Criminalisation of politics, as noticeable today, has also contributed to the change in thinking patterns of the masses. The disappointment of the people at the dismal situation of politics is reflected in their taking a defiant attitude towards law. The misuse of power by the so-called leaders results in the inevitable question by the masses: if they can, why can’t we?

Accompanying the VIPs is the miniscule elite class intoxicated by the cocktail of power and money. Their power is constituted of their connections with the influ~ ential people-political and bureaucratic, the last including highly placed law officers. There is a rising tendency among such people towards flaunting their VIP connections, dis~ playing their wealth and showing a supreme contempt for social and legal norms. Their lifestyles which ape those of the West, hyped by the media, have become definitions of progress in life. The recklessness of their lifestyles often culminates in molestations, brawls and shoot-outs in fivestar hotels and discotheques and ‘exclusive’ joints like the Tamarind Court.

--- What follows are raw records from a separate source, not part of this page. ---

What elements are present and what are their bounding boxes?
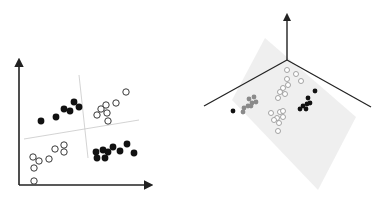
point-open [30, 154, 36, 160]
point-filled [124, 141, 131, 148]
point-open [299, 79, 304, 84]
diagram-canvas [0, 0, 384, 203]
point-open [52, 146, 58, 152]
point-open [285, 68, 290, 73]
point-open [105, 118, 111, 124]
point-gray [242, 106, 247, 111]
panel-2d [19, 60, 151, 185]
point-filled [131, 150, 138, 157]
point-open [294, 72, 299, 77]
panel-3d [204, 15, 371, 190]
point-gray [254, 100, 259, 105]
point-filled [38, 118, 45, 125]
point-open [286, 83, 291, 88]
point-open [61, 142, 67, 148]
point-filled [306, 96, 311, 101]
point-open [103, 102, 109, 108]
point-open [281, 109, 286, 114]
point-open [272, 118, 277, 123]
point-filled [304, 107, 309, 112]
point-open [278, 90, 283, 95]
point-filled [298, 107, 303, 112]
point-gray [249, 104, 254, 109]
point-open [283, 92, 288, 97]
point-filled [93, 149, 100, 156]
point-filled [71, 99, 78, 106]
point-filled [102, 155, 109, 162]
point-open [285, 77, 290, 82]
point-filled [61, 106, 68, 113]
point-open [31, 178, 37, 184]
point-filled [67, 108, 74, 115]
points-2d [30, 89, 138, 184]
separating-plane [232, 38, 356, 190]
point-open [269, 111, 274, 116]
point-open [276, 96, 281, 101]
point-open [94, 112, 100, 118]
point-gray [252, 95, 257, 100]
point-filled [94, 155, 101, 162]
point-open [46, 156, 52, 162]
point-filled [117, 148, 124, 155]
point-open [31, 165, 37, 171]
point-filled [313, 89, 318, 94]
point-open [61, 149, 67, 155]
point-filled [53, 114, 60, 121]
point-open [36, 158, 42, 164]
point-open [281, 115, 286, 120]
point-filled [110, 144, 117, 151]
point-filled [105, 149, 112, 156]
point-open [277, 121, 282, 126]
separator-line-vertical [79, 75, 88, 158]
point-gray [247, 97, 252, 102]
point-open [113, 100, 119, 106]
point-gray [241, 110, 246, 115]
point-filled [76, 104, 83, 111]
point-filled [231, 109, 236, 114]
point-open [104, 110, 110, 116]
point-open [276, 129, 281, 134]
point-filled [308, 101, 313, 106]
point-open [123, 89, 129, 95]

The picture of criminalisation in cities is gloomy enough, but the villages and rural areas offer no respite. In villages, terrorism and bloodshed have replaced dacoity with the increase in strife among tribal or caste factions. Women are often the hapless Victims in the circumstances, raped and molested by local bigwigs and their kin. Political nexus and local gundas serving the affluent as their bodyguards make the rural VIPs nothing less than ‘feudalsocialist’ kings. Understaffed police stations with officials recruited at meagre salaries are under the thumbs of VIPs and easily succumb to the various pressures. Illiteracy and poverty further exacerbate the situation making democracy a farce in the villages. Politicians, contrary to their traditional roles, become accomplices in scams and yet manage to procure their seats of power.

What of the law? The machinery supposed to put a curb on it all? Far from serving the intended purpose, the judiciary and law are crippled by bribery. corruption, manipulations and the legal loopholes well known to the criminals. The conviction rate is abysmal. Fear of the law has almost ceased to exist, especially among the moneyed class and those wielding power. The interference in legal proceedings by the VIPs incapacitates even the honest among the officials who are often victimised and transferred as ‘punishment’ for trying to do their work.

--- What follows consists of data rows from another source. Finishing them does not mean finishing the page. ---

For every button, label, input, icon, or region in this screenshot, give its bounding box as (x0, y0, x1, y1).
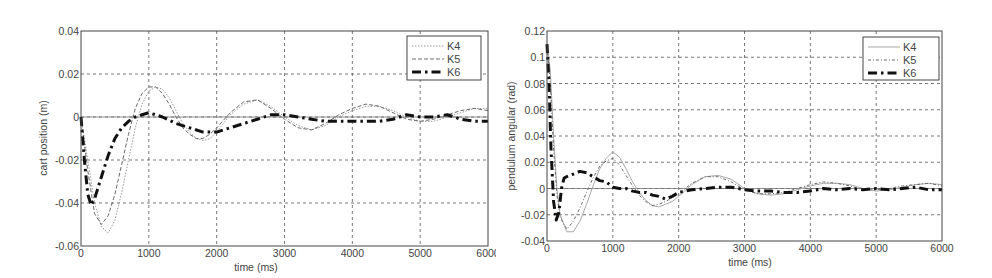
legend-label-k5: K5 (447, 53, 460, 65)
y-tick-label: 0.04 (59, 25, 80, 37)
y-tick-label: 0 (539, 183, 545, 195)
legend-label-k4: K4 (447, 40, 460, 52)
y-tick-label: -0.04 (55, 197, 79, 209)
cart-position-chart: 0.040.020-0.02-0.04-0.06 010002000300040… (0, 0, 496, 278)
x-tick-label: 6000 (930, 242, 954, 254)
legend: K4K5K6 (863, 37, 939, 80)
y-tick-labels: 0.120.10.080.060.040.020-0.02-0.04 (521, 25, 545, 247)
legend: K4K5K6 (407, 36, 481, 80)
x-tick-labels: 0100020003000400050006000 (544, 242, 954, 254)
x-tick-label: 0 (544, 242, 550, 254)
x-tick-label: 0 (78, 247, 84, 259)
legend-label-k5: K5 (903, 54, 916, 66)
x-tick-label: 1000 (137, 247, 161, 259)
y-tick-label: -0.02 (521, 209, 545, 221)
x-tick-label: 4000 (341, 247, 365, 259)
legend-label-k4: K4 (903, 41, 916, 53)
x-tick-label: 3000 (733, 242, 757, 254)
y-tick-label: 0.06 (525, 104, 546, 116)
y-axis-label: pendulum angular (rad) (505, 81, 517, 190)
y-tick-label: 0 (73, 111, 79, 123)
y-tick-label: 0.02 (525, 156, 546, 168)
x-tick-label: 5000 (408, 247, 432, 259)
x-axis-label: time (ms) (728, 256, 772, 268)
x-tick-label: 2000 (205, 247, 229, 259)
y-tick-label: 0.12 (525, 25, 546, 37)
y-tick-label: 0.02 (59, 68, 80, 80)
x-tick-label: 2000 (667, 242, 691, 254)
y-tick-label: -0.02 (55, 154, 79, 166)
x-tick-label: 1000 (601, 242, 625, 254)
pendulum-angle-chart: 0.120.10.080.060.040.020-0.02-0.04 01000… (496, 0, 992, 278)
legend-label-k6: K6 (903, 67, 916, 79)
series-k5-line (81, 87, 488, 225)
x-tick-labels: 0100020003000400050006000 (78, 247, 496, 259)
y-tick-label: -0.06 (55, 240, 79, 252)
legend-label-k6: K6 (447, 66, 460, 78)
y-tick-label: -0.04 (521, 235, 545, 247)
x-tick-label: 6000 (476, 247, 496, 259)
x-tick-label: 5000 (864, 242, 888, 254)
x-tick-label: 3000 (273, 247, 297, 259)
x-axis-label: time (ms) (234, 261, 278, 273)
y-tick-label: 0.08 (525, 78, 546, 90)
y-axis-label: cart position (m) (37, 100, 49, 175)
x-tick-label: 4000 (799, 242, 823, 254)
y-tick-label: 0.04 (525, 130, 546, 142)
y-tick-labels: 0.040.020-0.02-0.04-0.06 (55, 25, 79, 252)
y-tick-label: 0.1 (530, 51, 545, 63)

Antiquated laws coupled with easy accessibility of fabricated evidence and witnesses make the common man avoid the very law which is supposedly his only resort to justice. What is more, in most cases witnesses turn hostile under pressure of threat or inducement, and frustrate the process of law. Crime dossiers and fingerprint banks, foundations of detection, are manipulated to suit personal needs. Paying off the police officials and employing VIP connections are readymade options to obtain bail and release orders.

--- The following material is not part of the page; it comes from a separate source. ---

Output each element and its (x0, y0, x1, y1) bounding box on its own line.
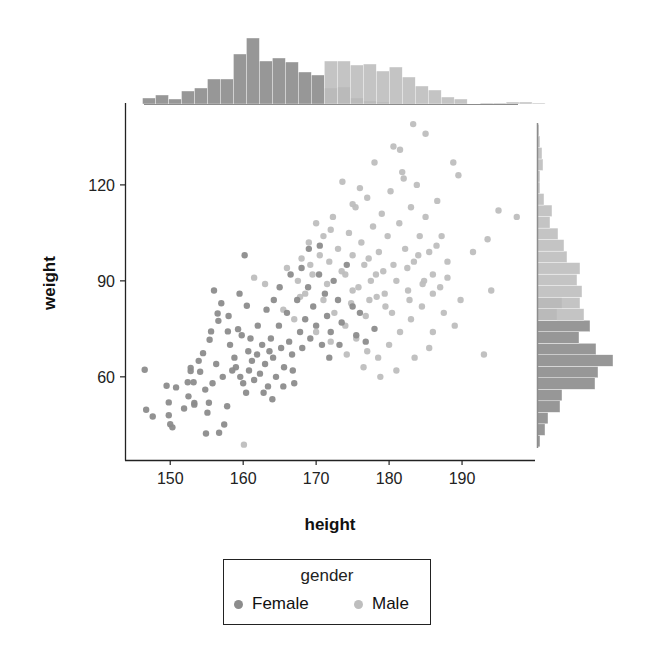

What then is the solution? There seems to be no “possible solution in sight. The truth of the matter, difficult to acknowledge. is that the real faultlines to rectify lie within the society itself. The efforts needed are required to come from all classes and departments. The government needs to step up the battle against criminalisation in all strata of life and sincerely work out ways of distributing wealth more equitably. More money needs to be poured into education and towards creating more opportunities for the poor and the young. And most of all, education and responsibility need to be drilled into the new generation by the parents. The values of today’s youth are merely the concentrated reflections of those of the elders. Youngsters need to be told that the society is their responsibility, and that it cares for them.

We all have to make an effort to discover all over again values like kindness, respect for another, and tolerance. These may sound nauseatingly repetitive, even mundane and obsolescent in today’s context. But these are the only ingredients of peace and survival.